Vox Populi:

Declaring, “We choose love,” thousands gathered in Portland, Oregon on Saturday night to honor three victims of a savage hate crime on a local train, the pernicious, inexorable dross of the toxic times. Two vigils paid tribute to Rick Best, a 53-year old veteran and father of four, Taliesin Myrddin Namkai-Meche, 23, newly graduated from Reed College and interning for a consulting company – both killed – and Micah David-Cole Fletcher, a 21-year-old poet and activist, who survived his injuries. All three had stood up to a knife-wielding white supremacist spewing anti-Muslim venom at two young women, one wearing a hijab.

The men have been hailed as heroes for confronting what Taliesin’s family called today’s “insidious rift of prejudice and intolerance that is too familiar, too common.” A LaunchGood campaign spearheaded by Muslims to support the victims’ families has raised almost $400,000, and on Monday one of the targeted girls joined the tributes, issuing a tearful thanks to those who “put their life on the line for me.”

Most striking about the attack – apart from its hate-filled, stomach-churning violence – was the disparate responses by Americans and their alleged leader, the small, mean “man without a center.” Returned from a disaster-strewn trip abroad, Trump spent three days and 20 Tweets whining about “fake news” and other crap before deigning – not from his own account – to call the attack “unacceptable.” “I wish we would hear you say these names,” wrote Dan Rather of a story “that may not neatly fit into (your) narrative…They were not killed by an undocumented immigrant or ‘radical Islamic terrorist.’ They were killed in an act of civic love.”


Action item | Without altering a single character, set down all of the data below.
START Data records
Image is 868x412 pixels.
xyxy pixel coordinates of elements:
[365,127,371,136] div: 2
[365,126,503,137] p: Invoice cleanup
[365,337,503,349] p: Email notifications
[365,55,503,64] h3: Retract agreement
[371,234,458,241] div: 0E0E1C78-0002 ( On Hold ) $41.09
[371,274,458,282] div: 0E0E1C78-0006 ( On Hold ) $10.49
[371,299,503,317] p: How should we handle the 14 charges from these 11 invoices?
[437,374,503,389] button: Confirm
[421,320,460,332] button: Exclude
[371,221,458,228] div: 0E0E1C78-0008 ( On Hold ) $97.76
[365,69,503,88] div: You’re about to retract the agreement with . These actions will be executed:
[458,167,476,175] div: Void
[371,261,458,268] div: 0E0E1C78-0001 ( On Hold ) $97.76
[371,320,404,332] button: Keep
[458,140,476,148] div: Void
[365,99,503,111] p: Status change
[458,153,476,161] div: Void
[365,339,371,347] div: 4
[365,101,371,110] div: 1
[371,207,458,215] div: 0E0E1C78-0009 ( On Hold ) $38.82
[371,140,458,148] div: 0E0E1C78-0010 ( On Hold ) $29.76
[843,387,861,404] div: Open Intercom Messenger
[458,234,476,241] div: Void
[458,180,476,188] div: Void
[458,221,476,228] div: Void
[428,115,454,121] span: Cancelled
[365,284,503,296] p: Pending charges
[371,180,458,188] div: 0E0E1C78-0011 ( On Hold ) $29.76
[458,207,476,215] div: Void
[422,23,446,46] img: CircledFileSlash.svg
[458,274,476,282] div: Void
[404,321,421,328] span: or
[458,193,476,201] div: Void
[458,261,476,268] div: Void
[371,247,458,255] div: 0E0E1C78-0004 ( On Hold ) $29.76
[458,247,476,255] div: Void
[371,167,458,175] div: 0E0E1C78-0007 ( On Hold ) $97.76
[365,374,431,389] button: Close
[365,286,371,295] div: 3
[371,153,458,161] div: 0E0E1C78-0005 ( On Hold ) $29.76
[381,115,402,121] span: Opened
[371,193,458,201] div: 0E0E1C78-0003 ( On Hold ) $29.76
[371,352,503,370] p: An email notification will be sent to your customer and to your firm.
END Data records
Exercise output |
Image is 868x412 pixels.
xyxy pixel coordinates of elements:
[365,127,371,136] div: 2
[365,126,503,137] p: Invoice cleanup
[365,337,503,349] p: Email notifications
[365,55,503,64] h3: Retract agreement
[371,234,458,241] div: 0E0E1C78-0002 ( On Hold ) $41.09
[371,274,458,282] div: 0E0E1C78-0006 ( On Hold ) $10.49
[371,299,503,317] p: How should we handle the 14 charges from these 11 invoices?
[437,374,503,389] button: Confirm
[421,320,460,332] button: Exclude
[371,221,458,228] div: 0E0E1C78-0008 ( On Hold ) $97.76
[365,69,503,88] div: You’re about to retract the agreement with . These actions will be executed:
[458,167,476,175] div: Void
[371,261,458,268] div: 0E0E1C78-0001 ( On Hold ) $97.76
[371,320,404,332] button: Keep
[458,140,476,148] div: Void
[365,99,503,111] p: Status change
[458,153,476,161] div: Void
[365,339,371,347] div: 4
[365,101,371,110] div: 1
[371,207,458,215] div: 0E0E1C78-0009 ( On Hold ) $38.82
[371,140,458,148] div: 0E0E1C78-0010 ( On Hold ) $29.76
[843,387,861,404] div: Open Intercom Messenger
[458,234,476,241] div: Void
[458,180,476,188] div: Void
[458,221,476,228] div: Void
[428,115,454,121] span: Cancelled
[365,284,503,296] p: Pending charges
[371,180,458,188] div: 0E0E1C78-0011 ( On Hold ) $29.76
[458,207,476,215] div: Void
[422,23,446,46] img: CircledFileSlash.svg
[458,274,476,282] div: Void
[404,321,421,328] span: or
[458,193,476,201] div: Void
[458,261,476,268] div: Void
[371,247,458,255] div: 0E0E1C78-0004 ( On Hold ) $29.76
[458,247,476,255] div: Void
[371,167,458,175] div: 0E0E1C78-0007 ( On Hold ) $97.76
[365,374,431,389] button: Close
[365,286,371,295] div: 3
[371,153,458,161] div: 0E0E1C78-0005 ( On Hold ) $29.76
[381,115,402,121] span: Opened
[371,193,458,201] div: 0E0E1C78-0003 ( On Hold ) $29.76
[371,352,503,370] p: An email notification will be sent to your customer and to your firm.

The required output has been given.